(Disclaimer: I work at a small town hospital, in outpatient registration, in the Great Plains. Anything I write here is personal opinion, and is not representative of my employer or my employer's policies.)
On Friday, I was working my 9 hour shift at the hospital. I work hard not to discuss items of personal interest with patients; normally, my small talk tends toward weather.
But as a patient was checking in, he decided to make small talk of a different nature.
"So, what do think about this Affordable Care Act that's coming? Seems like it's going to change some things."
(I give him full credit for calling it properly as by its name, the Affordable Care Act, rather than perjorative Obamacare. In many areas, "Obamacare" isn't a perjorative, but in these parts, it is.)
I thought briefly about deflecting the conversation to something else - something safer, something completely non-controversial.
But I work only 18-22 hours per week, on average; just enough to keep me from being eligible for benefits, under hospital policy. For affordability reasons, we discontinued my COBRA coverage as of August 1st - which means my physical therapy following surgery in July hasn't been medically supervised. And I haven't done any followup visits with the orthopedic specialist. The chronic health conditions I experience are well controlled with medications, which are also not covered (but I'm fortunate in that generics seem to work acceptably for me).
I'm in need of several screening tests, but I won't do those if I have no medical coverage - they're prohibitively expensive, though designed to diagnose/rule out potentially fatal developments/conditions. If applicable, effective treatment following at least one of those tests (sleep study) would greatly improve my daily quality of life. The other two recommended tests are for conditions, for which I have a strong family history of sudden fatality.
So instead I looked at him, and replied, "I'm glad it's coming. I work part time, so I have no health insurance coverage."
(Brief pause, with no break in eye contact.)
"I work in a hospital, but I have no access to health care."
He gruffly replied, "Well, there'll be more of that sort of thing going around." (I think he meant full-time jobs being converted to part-time jobs.) But then he was ready for his appointment, and any further conversation was curtailed.
When he departed, though, I made sure to smile and say, "Take care, and enjoy the great weather!"

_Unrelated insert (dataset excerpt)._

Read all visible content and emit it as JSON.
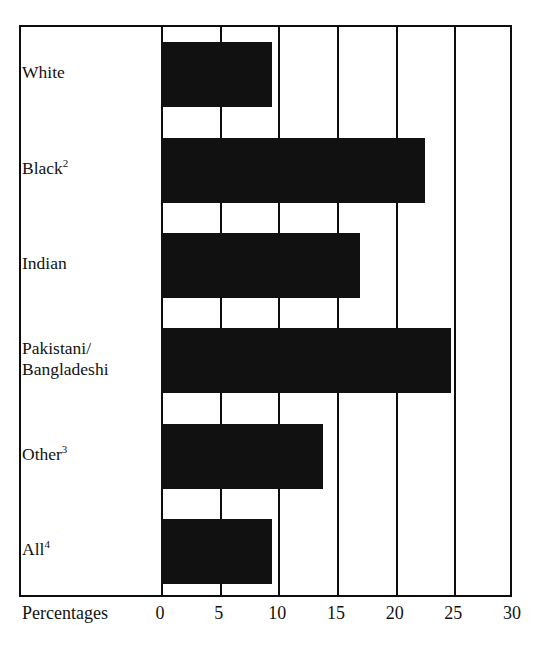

I think more people need to become aware that their neighbors and friends will benefit from the ACA - even if it's people they never met before. Even if these people have no visible health problems. Even if it's hard-working, middle class Americans. It's somehow harder to demonize other people as being unworthy, when they look like you, sound like you, and are people you encounter in your everyday life in a small town.
(And there's at least one life-saving or life-extending surgery I qualify for in medical terms, but for which I've not had an insurance policy that would even partially cover the procedure.)